■ **The data**
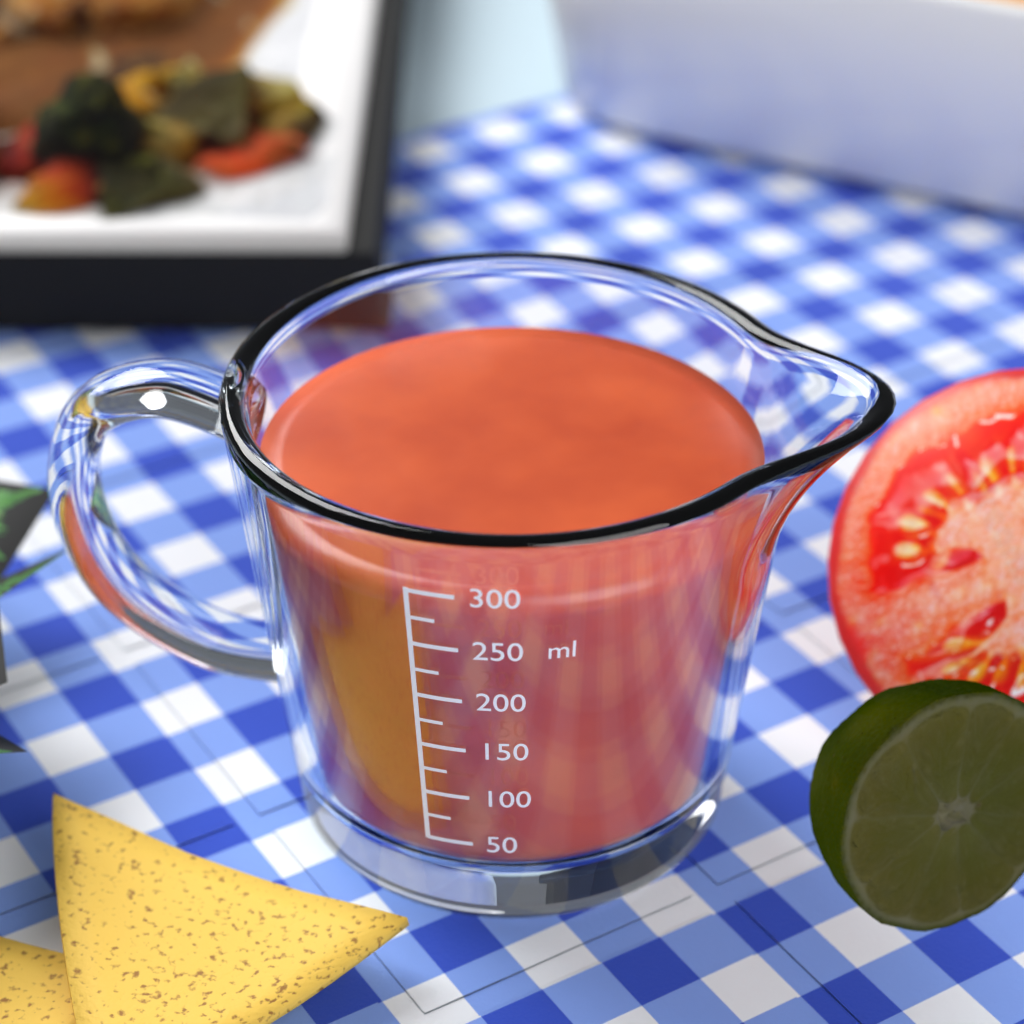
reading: 290 ml
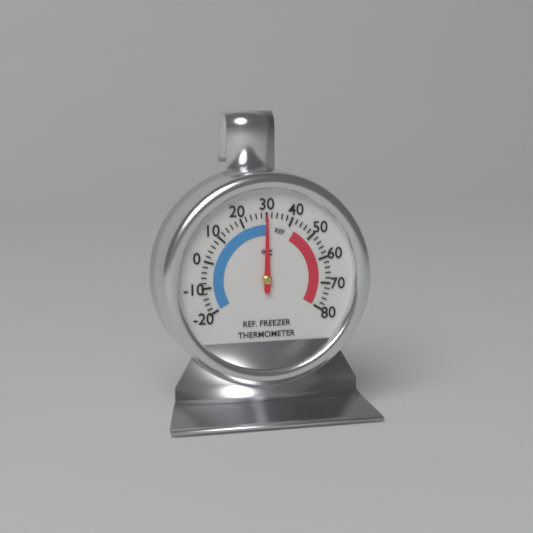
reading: 30 °F
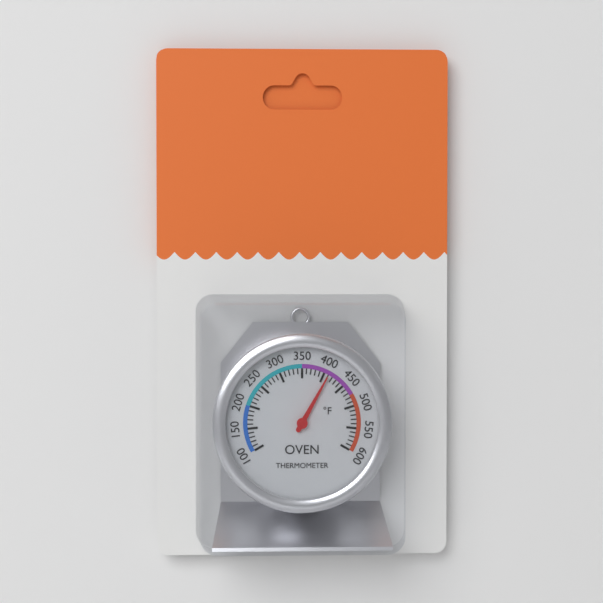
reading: 410 °F
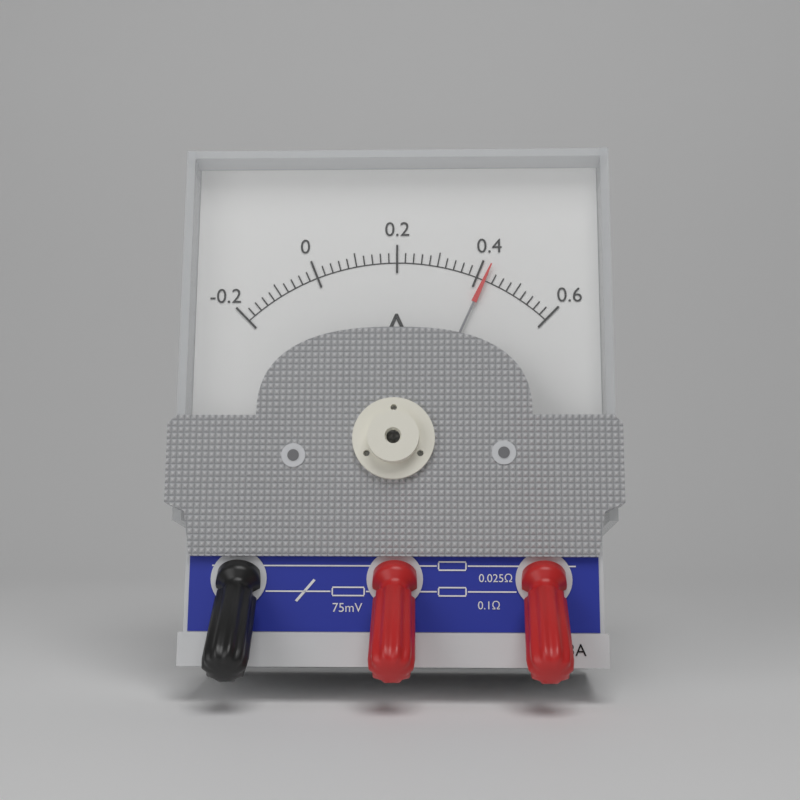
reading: 0.42 A
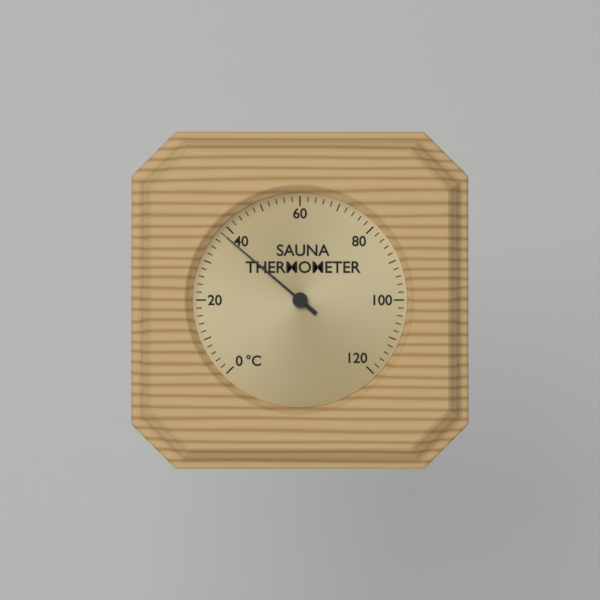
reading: 38 °C
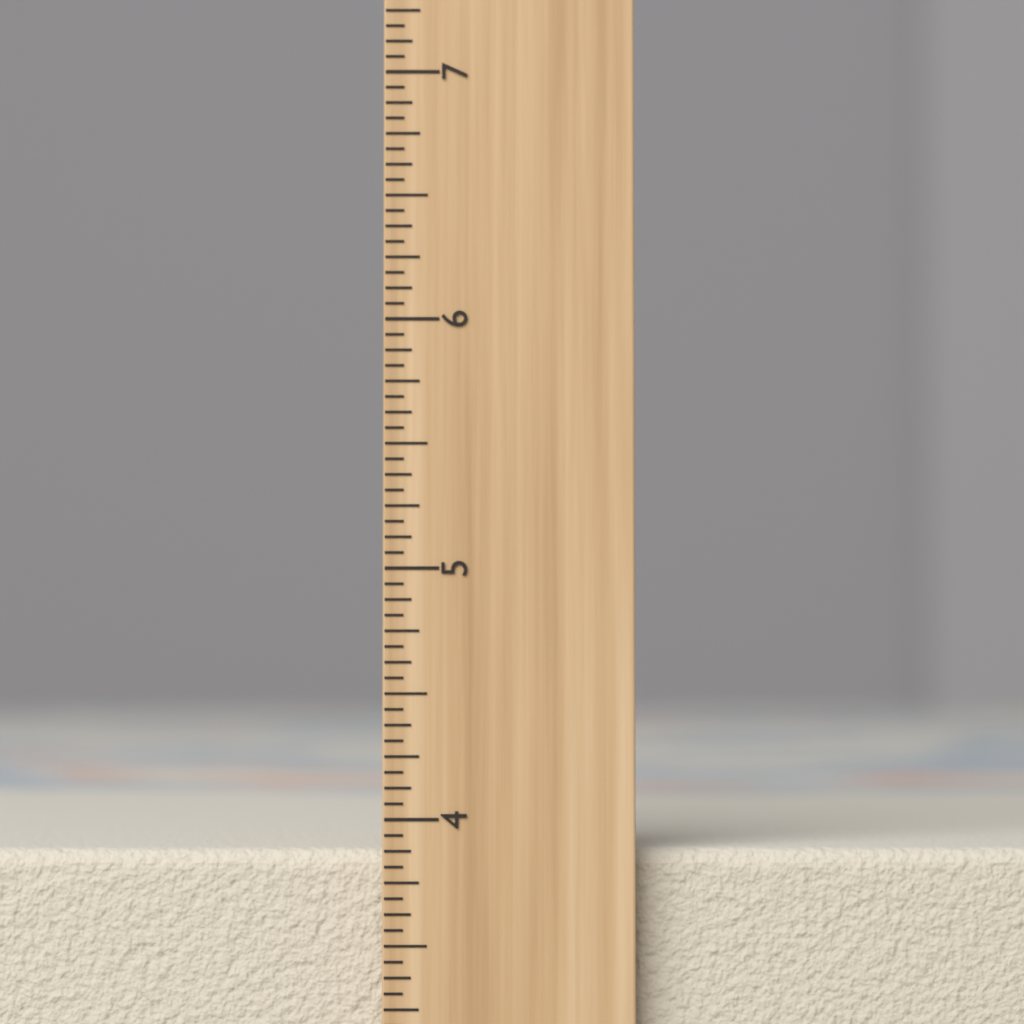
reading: 3.8750 inch
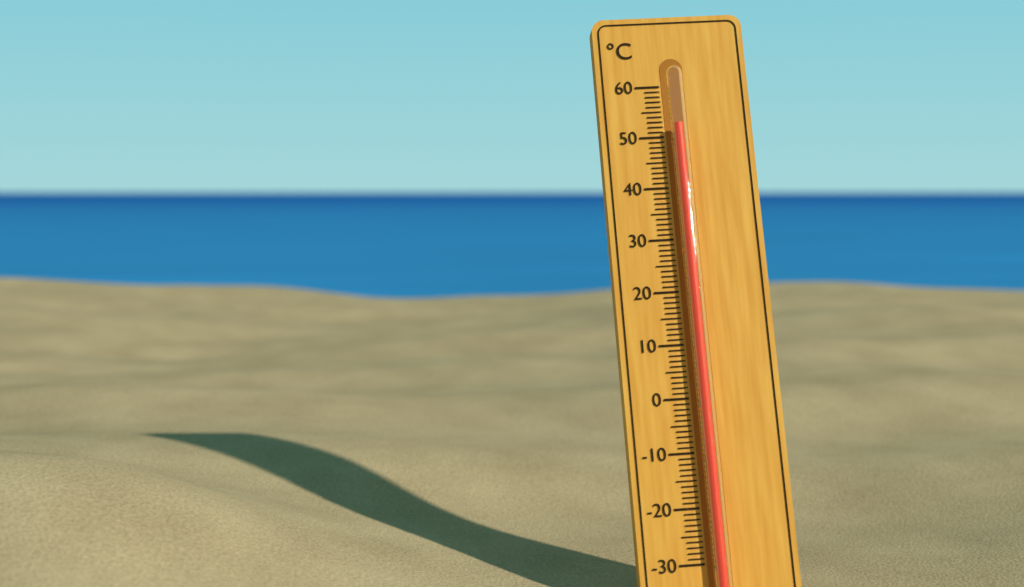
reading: 52 °C
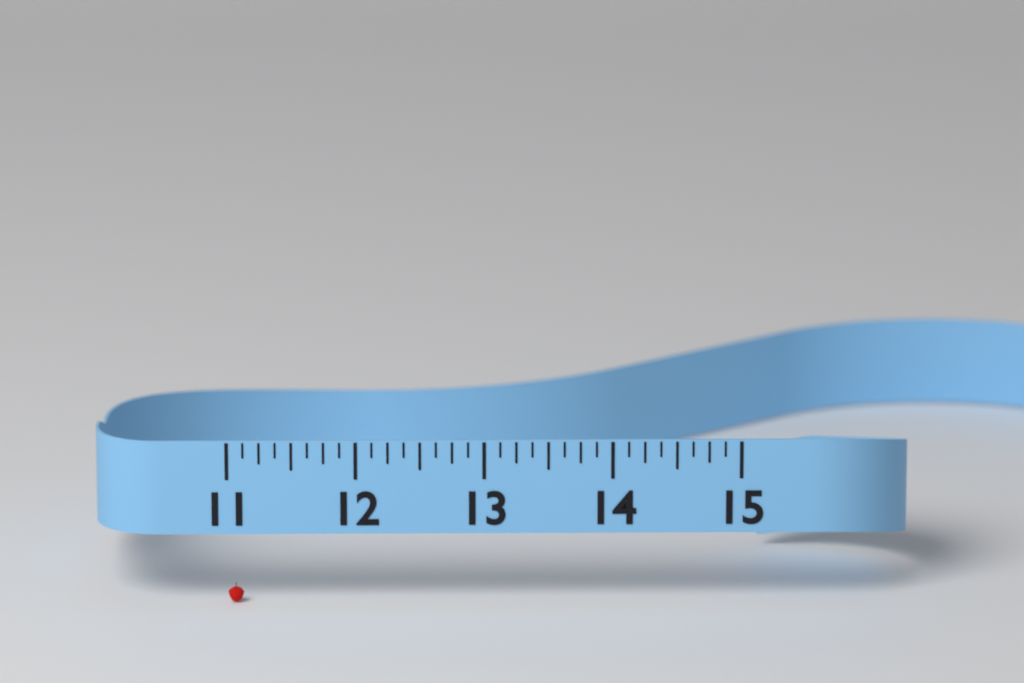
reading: 11.125 (no unit)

■ **Activity**
Return the line containing "reading: 30 °F" and every line after it through the end of the records above, exactly and nothing else, but not the pictures.

■ **Exercise output**
reading: 30 °F
reading: 410 °F
reading: 0.42 A
reading: 38 °C
reading: 3.8750 inch
reading: 52 °C
reading: 11.125 (no unit)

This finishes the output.